The world is in a crisis mode due to the COVID-19 pandemic. Many medical research institutions and biopharmaceutical companies around the world are seeking solutions, which include devoting massive assets towards these goals. Before spelling out any concerns, suffice it to say that resources spent in areas of high visibility may not necessarily translate to clinical success, while experimental visions outside the traditional medical mindset for treating critical symptoms of COVID-19 can go unnoticed.
For example, considerable energies have been allocated to the building of ventilators. The alarm has been sounded on the shortage and the need to mobilize for increased manufacture of these breathing apparatus. For the moment we need only point out that ventilators can be life saving devices and critical elements in healthcare delivery. However, building hundreds of thousands of these devices may only yield marginal benefit. Despite critical care application, less than half of the patients put on ventilation support survive.
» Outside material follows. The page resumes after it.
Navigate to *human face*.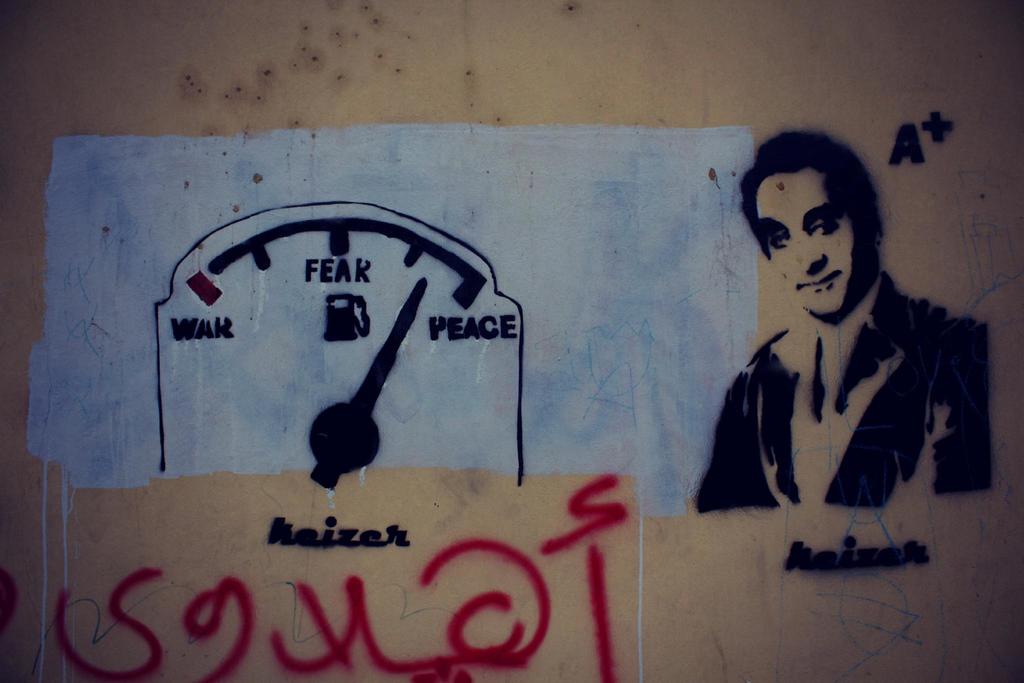
Navigation target: BBox(756, 172, 867, 317).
Depending on circumstances, as many as 80% of ICU patients on ventilator support may perish, and many of those will succumb with sequalae related to extended anesthesia and hospitalization.
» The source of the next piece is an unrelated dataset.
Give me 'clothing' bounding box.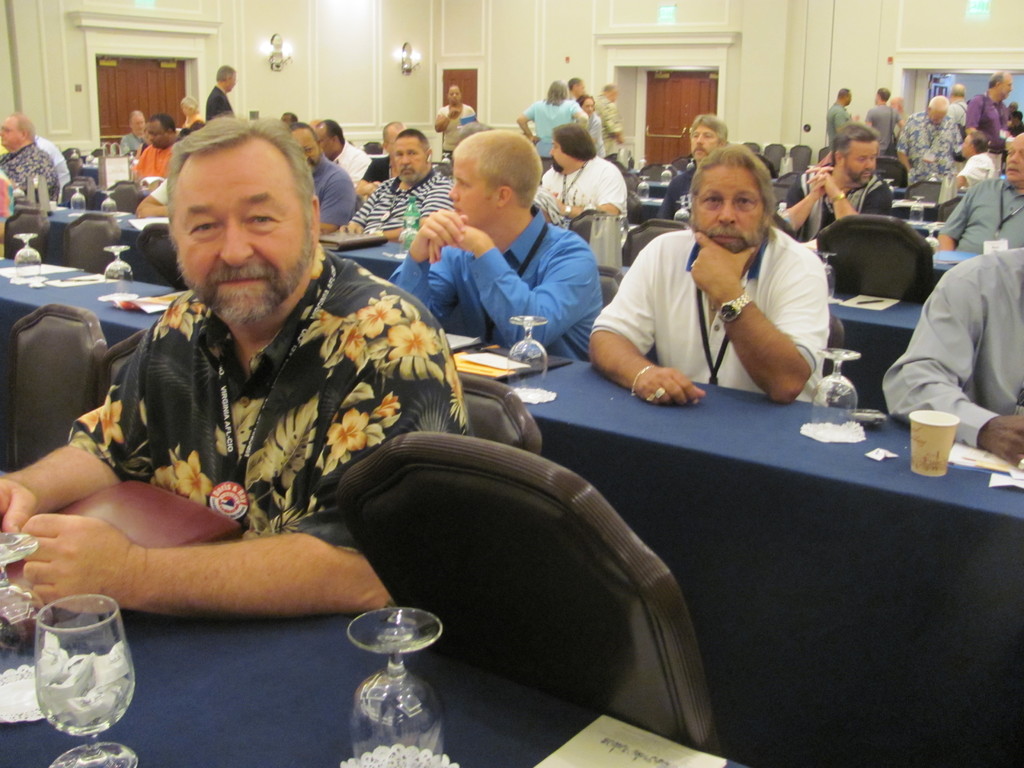
[left=529, top=92, right=588, bottom=161].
A major triumph in this global crisis will come when we can properly control edema and inflammation in the lung, which is responsible for the acute respiratory distress at advanced stages of the disease. Accordingly, with such intervention patients could be managed without overburdening the healthcare infrastructure, their disease progression blunted, and their chances of survival significantly improved.
This most recently published review ( https://doi.org/10.1016/j.medidd.2020.100033 ) looks at the tantalizing possibility of TRPV1 (The transient receptor potential cation channel subfamily V member 1, also known as the capsaicin receptor or the vanilloid receptor 1) playing a substantial role in the prognosis of viral infections and in particular with COVID-19. Preclinical data suggest, and the authors posit, that COVID-19 pulmonary changes are linked to a strong immune response and an inability to ablate or dampen the immune response. Available data also indicate that inhibition of afferent activity in particular removal of TRPV1+ afferent fibers from the lung and airways can have a beneficial action on the compromised lung function and clearance of infection. Moreover, inactivation of the TRPV1+ innervation could also be "beneficial for the prevention or treatment of ventilator-associated lung injury".
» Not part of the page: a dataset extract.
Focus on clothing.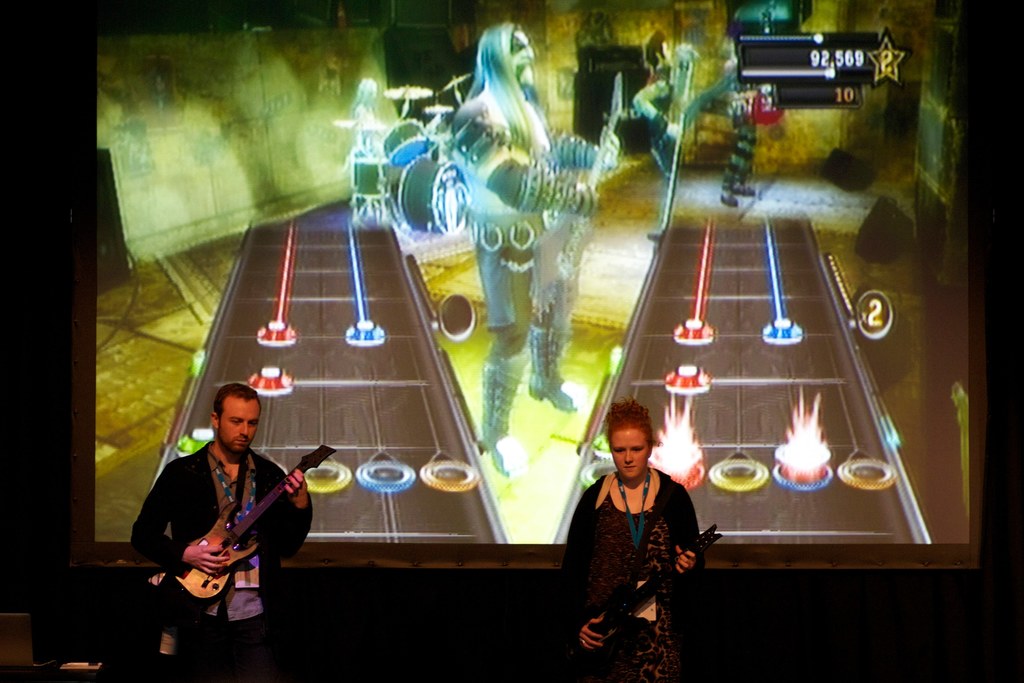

Identifying a drug that could reduce the immune response in a highly specific manner is challenging and would seem forbidding. Yet, reports have shown that that down regulation or inactivation of TRPV1 nerve fibers can provide a protective pulmonary environment associated with neutrophil infiltration, enhanced T cell responses and bacterial clearance. This enabled logic would lead one to look for therapeutic agents to down regulate the inflammatory response due to TRPV1 activation.
While maintaining a critical mindset, and being properly skeptical of predictive power of rodent models, a good case can be made that blocking of TRPV1 may greatly alter the outcome of COVID-19 infection. The idea of using resiniferatoxin, a known potent agonist of TRPV1, has the potential to be a highly specific intervention for long-term inactivation of TRPV1 fibers. Resiniferatoxin has already been successfully used in clinical trials, albeit for different indications and with the routes of administration used has not been problematic. A challenge for use in the lung will be mastery of the injection procedure for optimal localization of the therapeutic effect. This challenge is elemental to all interventional procedures.
The central idea proposed, i.e., local application of the potent TRPV1 agonist (resiniferatoxin) to nerves innervating the lung is a unique therapeutic strategy that fits squarely into the preclinical data indicating the involvement of this population of fibers and the beneficial effect of blocking their actions; resiniferatoxin is capable of removing these fibers or terminals. Moreover, an abundance of preclinical and clinical data strongly supports this conclusion. Another particularly attractive feature of this approach is that a single treatment will likely last throughout the recovery period.
However, use of this agent is not without risk, yet, the risk-benefit equation favors evaluation in a clinical trial once the basic safety and parameters for injection have been worked out. Suffice it to say that without effective intervention patients progressing to acute respiratory distress have a high probability of succumbing to death.